Decathlete Damian Warner aims for Rio gold
Canadian's main competition is U.S. world-record holder Ashton Eaton
By Callum Ng, CBC Sports
Damian Warner's first decathlon was a terrible experience.
It was back in 2010. The weather was pouring rain, windy, and cold. "I thought I was miserable," Warner recalled. "It was a rough competition for me, but after, someone said that I had a lot of potential in the event and clearly they were right."
Now, Warner is one of the world's best at track and field's gruelling 10-event spectacle. And he'll get a chance to prove it this week in Rio. The men's decathlon takes place Wednesday and Thursday, beginning at 8:30 a.m. ET each day.
In the six years since that first miserable competition, the 26-year-old has rocketed from a talented newbie to a two-time world championship medallist.
He's done it while training in the relative calm of London, Ont., his hometown.

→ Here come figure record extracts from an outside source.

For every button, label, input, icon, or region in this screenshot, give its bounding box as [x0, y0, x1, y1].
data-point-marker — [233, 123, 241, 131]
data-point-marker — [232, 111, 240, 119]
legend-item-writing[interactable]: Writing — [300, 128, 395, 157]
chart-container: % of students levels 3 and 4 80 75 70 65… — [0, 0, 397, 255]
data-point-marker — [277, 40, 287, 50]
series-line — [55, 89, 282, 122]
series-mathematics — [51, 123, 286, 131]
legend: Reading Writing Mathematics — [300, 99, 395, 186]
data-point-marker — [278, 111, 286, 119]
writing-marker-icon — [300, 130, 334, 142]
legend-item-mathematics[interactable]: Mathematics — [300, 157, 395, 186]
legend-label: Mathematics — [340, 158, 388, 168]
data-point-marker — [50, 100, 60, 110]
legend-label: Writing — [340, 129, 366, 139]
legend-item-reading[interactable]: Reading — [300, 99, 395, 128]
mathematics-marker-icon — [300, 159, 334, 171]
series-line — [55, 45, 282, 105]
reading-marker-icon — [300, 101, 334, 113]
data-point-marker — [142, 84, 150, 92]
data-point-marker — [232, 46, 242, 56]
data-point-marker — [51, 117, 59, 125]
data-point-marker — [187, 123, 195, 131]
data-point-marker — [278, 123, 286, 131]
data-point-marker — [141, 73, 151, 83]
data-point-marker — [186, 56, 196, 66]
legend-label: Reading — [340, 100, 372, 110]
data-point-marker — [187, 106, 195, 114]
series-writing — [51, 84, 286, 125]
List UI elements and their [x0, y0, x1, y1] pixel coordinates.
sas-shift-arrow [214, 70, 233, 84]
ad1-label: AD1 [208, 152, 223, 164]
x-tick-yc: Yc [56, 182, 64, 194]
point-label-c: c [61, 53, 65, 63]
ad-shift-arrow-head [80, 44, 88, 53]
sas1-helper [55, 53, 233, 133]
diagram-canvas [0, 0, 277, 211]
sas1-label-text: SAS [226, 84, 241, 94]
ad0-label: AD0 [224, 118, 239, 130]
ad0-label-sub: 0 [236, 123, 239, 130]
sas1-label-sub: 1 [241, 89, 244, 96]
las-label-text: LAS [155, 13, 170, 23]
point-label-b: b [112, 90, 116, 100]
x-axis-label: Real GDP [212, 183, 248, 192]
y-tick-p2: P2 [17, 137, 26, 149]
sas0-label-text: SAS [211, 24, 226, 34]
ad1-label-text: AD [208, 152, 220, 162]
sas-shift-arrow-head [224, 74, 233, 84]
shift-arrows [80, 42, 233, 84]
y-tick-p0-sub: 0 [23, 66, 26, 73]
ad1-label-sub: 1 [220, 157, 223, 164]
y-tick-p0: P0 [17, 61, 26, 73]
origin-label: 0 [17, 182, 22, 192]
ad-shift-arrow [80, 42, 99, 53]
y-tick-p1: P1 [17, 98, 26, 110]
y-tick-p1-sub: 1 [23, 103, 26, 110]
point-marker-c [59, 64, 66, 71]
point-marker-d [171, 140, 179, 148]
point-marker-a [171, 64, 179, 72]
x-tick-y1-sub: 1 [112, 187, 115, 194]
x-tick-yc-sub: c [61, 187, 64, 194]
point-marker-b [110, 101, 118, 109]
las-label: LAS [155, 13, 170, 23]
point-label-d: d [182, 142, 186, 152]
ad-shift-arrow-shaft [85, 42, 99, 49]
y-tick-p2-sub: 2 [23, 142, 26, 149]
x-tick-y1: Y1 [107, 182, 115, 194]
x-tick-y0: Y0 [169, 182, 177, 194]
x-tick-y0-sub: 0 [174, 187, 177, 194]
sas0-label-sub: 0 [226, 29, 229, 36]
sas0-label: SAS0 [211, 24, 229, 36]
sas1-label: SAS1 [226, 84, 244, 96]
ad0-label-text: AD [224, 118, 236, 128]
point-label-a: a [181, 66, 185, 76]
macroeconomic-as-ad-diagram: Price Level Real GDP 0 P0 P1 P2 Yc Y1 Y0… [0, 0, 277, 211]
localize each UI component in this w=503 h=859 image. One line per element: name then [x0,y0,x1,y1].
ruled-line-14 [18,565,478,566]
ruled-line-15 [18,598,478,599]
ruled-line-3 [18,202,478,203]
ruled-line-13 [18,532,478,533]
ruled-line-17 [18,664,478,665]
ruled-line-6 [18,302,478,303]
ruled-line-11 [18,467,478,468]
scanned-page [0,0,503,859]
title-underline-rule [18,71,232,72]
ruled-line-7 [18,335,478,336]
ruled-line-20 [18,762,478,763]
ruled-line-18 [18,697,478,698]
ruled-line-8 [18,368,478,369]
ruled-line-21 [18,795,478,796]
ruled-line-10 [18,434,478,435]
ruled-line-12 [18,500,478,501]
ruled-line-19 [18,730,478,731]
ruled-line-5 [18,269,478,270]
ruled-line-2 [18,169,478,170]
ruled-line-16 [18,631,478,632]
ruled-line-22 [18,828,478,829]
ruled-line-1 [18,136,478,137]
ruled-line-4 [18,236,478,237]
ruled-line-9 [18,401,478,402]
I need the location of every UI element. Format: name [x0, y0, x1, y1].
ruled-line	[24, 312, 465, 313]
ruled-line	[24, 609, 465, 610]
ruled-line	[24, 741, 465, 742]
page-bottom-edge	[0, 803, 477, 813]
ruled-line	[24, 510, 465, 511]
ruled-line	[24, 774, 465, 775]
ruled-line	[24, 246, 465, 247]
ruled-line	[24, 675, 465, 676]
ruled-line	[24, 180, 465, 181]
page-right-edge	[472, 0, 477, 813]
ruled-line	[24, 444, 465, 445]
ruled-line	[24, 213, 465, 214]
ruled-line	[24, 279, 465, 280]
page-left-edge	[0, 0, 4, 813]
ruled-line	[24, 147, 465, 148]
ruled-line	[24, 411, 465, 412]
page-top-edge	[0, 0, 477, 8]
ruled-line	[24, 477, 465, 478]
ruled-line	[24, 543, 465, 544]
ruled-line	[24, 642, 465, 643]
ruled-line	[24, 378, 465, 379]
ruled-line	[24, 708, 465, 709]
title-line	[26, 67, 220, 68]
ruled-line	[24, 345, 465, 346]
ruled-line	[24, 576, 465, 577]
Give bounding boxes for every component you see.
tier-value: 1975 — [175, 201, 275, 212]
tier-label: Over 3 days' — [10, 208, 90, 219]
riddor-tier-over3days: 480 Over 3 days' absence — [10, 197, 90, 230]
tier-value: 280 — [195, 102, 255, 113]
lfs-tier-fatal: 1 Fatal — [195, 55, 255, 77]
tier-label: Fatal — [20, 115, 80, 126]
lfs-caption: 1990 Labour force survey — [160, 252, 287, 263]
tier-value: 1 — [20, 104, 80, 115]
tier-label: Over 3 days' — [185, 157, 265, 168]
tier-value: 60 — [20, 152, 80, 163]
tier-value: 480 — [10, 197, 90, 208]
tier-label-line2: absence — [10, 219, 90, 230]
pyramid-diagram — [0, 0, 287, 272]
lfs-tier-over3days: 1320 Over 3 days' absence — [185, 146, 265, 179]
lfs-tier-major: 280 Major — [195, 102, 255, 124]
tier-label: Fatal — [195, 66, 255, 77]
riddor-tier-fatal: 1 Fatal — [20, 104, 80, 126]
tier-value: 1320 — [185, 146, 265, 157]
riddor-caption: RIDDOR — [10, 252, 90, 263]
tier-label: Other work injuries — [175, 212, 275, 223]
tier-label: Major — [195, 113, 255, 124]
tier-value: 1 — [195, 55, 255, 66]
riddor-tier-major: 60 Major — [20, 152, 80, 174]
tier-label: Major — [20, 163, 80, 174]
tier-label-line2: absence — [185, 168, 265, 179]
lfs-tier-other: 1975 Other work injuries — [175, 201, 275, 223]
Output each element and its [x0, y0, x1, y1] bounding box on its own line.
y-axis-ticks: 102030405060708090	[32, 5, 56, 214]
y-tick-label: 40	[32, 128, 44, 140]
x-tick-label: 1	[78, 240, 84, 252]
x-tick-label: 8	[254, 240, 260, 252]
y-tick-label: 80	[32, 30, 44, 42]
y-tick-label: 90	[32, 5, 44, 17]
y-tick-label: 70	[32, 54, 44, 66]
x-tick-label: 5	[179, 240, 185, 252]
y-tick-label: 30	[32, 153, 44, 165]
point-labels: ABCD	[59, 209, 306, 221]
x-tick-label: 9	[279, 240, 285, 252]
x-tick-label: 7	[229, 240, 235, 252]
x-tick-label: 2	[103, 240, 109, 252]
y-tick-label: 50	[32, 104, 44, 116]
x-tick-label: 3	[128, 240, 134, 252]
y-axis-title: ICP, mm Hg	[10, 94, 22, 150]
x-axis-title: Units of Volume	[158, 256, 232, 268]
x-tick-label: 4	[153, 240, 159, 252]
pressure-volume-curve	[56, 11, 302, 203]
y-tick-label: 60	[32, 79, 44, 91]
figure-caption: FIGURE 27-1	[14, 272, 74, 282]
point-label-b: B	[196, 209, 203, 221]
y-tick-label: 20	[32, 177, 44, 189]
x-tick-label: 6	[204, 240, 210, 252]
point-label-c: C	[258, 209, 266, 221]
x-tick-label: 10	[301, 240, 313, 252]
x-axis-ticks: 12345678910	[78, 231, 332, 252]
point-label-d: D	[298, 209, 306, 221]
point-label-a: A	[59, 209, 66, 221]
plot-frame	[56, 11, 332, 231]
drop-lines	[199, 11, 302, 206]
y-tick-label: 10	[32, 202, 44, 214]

Two of his coaches, Gar Leyshon and Dennis Nielsen, are teachers at his high school where he started track. "They've learned track and field as I've learned. We've been together from the start and it's pretty cool how far we've come and the amount of knowledge they've both learned since we started," said Warner.
In 2011, Warner won his first national decathlon title and finished in 18th-place at the world championships.
The next summer, at his first Olympics, he rose to fifth. A surprise 13-place improvement against many of the same competitors from the world championships a year prior.
Warner would earn his first worlds podium in 2013 with a bronze, yet one of his hallmark achievements would come in the summer of 2015.
At Toronto's Pan Am Games, he finally broke Michael Smith's 19-year-old Canadian decathlon record, en route to winning the event. The following morning, during a media appearance at a Toronto hotel, Warner was weary, relieved, and happy.
Damian Warner, the decathlon upstart had become Damian Warner, the established.
And he did it amidst controversy. The Pan Am decathlon ended only five weeks before the higher-profile 2015 worlds, considered the absolute minimum recovery time.
Warner had publicly expressed how badly he wanted to perform in front of his family and friends, so he competed at Pan Ams against conventional wisdom.
"It means a lot that I was able to get that, but also to be able to share that will all those people," said Warner.
Warner recovered just fine for Beijing, taking the silver medal at worlds by re-breaking his Canadian record.
American Ashton Eaton won the event by breaking his own world record. The two are friends and Eaton is married to Canadian heptathlete Brianne Theisen-Eaton (a Rio medal threat herself). Warner will occasionally train with the two of them in Oregon.
After his 2015 silver in Beijing, Warner said of Eaton's performance, "I'm glad I was a part of it and got to see what it takes to break the world record. I believe I'm capable of doing that too, as an athlete that motivates me."
It's clear the two world-class decathletes think highly of one another. "We're both pushing each other," Eaton told CBC Sports.
"I know that he's constantly wanting to be on the top of the podium, but he's made such good improvements, amazing improvements in such a short period of time," Eaton added.
If Warner is to take the next step to the top of the podium in Rio he'll have to beat Eaton, a once-in-a-generation athlete. As good as Warner has become, Eaton is on another level. Yet in his quietly determined way Warner seems to believe it's possible to get there.
"In 2012, the gap was a lot bigger and since then the gap's slowly been closing. I'm hoping that it's going to continue to close and I'm going to continue to get a little bit closer, so when it comes to Rio that we're able to actually fight for the gold medal," said Warner.